I begin by taking a photo of a moment that is appealing to me, either with a film or digital camera.
Sometimes those images get lost among others, and sometimes they stick out, holding a place in my mind until I put them elsewhere. These photos are the ones I paint, sometimes mixing together the ones that give the same feeling: melancholy, nostalgia, content happiness.
These paintings are most often done in oil paint. I love the density of the paint, feeling the weight of it on my brush. Sometimes, however, I use acrylic instead. One of the paintings in this piece is done in acrylic, which allowed me to capture the candy colored fruit and fluffy frosting that the image presented.
Taking photos on film allows me to have full control over the final product. After processing them I am left with a negative that I can print over and over again, manipulating the size and exposure until it resembles the moment it was taken. Having multiple copies of one specific photo gives me the ability to relive that moment again and again.

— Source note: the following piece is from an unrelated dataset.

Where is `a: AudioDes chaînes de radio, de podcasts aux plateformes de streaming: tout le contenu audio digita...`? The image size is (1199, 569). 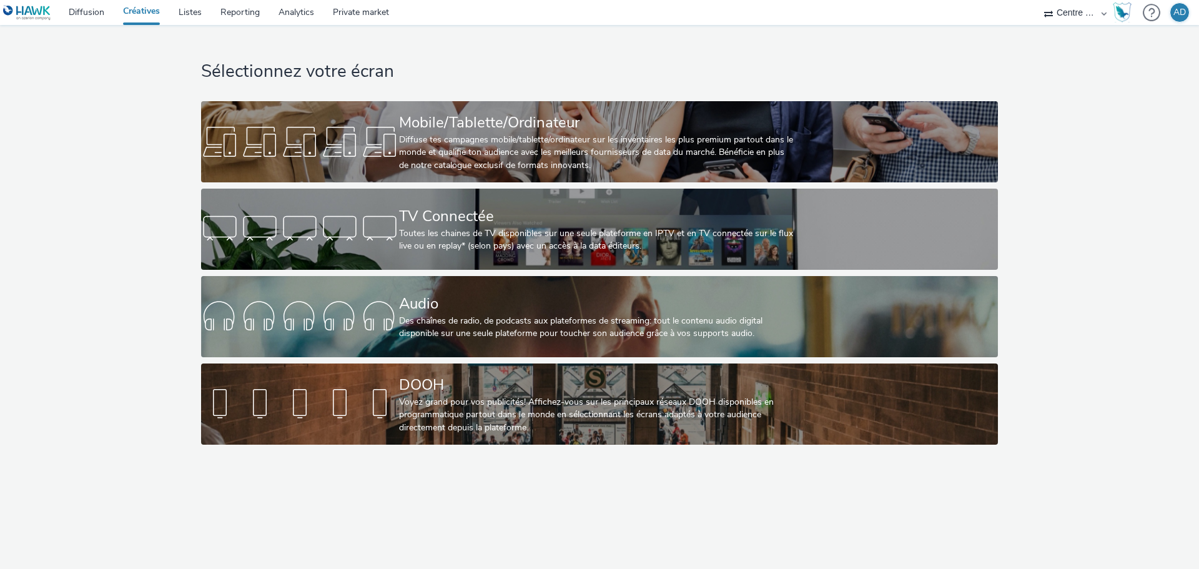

By printing and painting these moments, they are solidified and made into something I can touch, something I can’t forget.
Grace Smith
Highschool of Art and design
Being
My artwork reflects societal standards placed onto black women. The standard for black women in the media and in general is higher than others and we get less than others as well. To be more “presentable” and to have this standard of what is considered presentable higher and stricter. To convey this, I wanted to use bright colors to contrast the reality and systemic issues that caused this. The final product slightly differs, in the faces and painting style, from the original sketch but it still represents the point I wanted to make. Using Acrylics contributed to this and helped the process.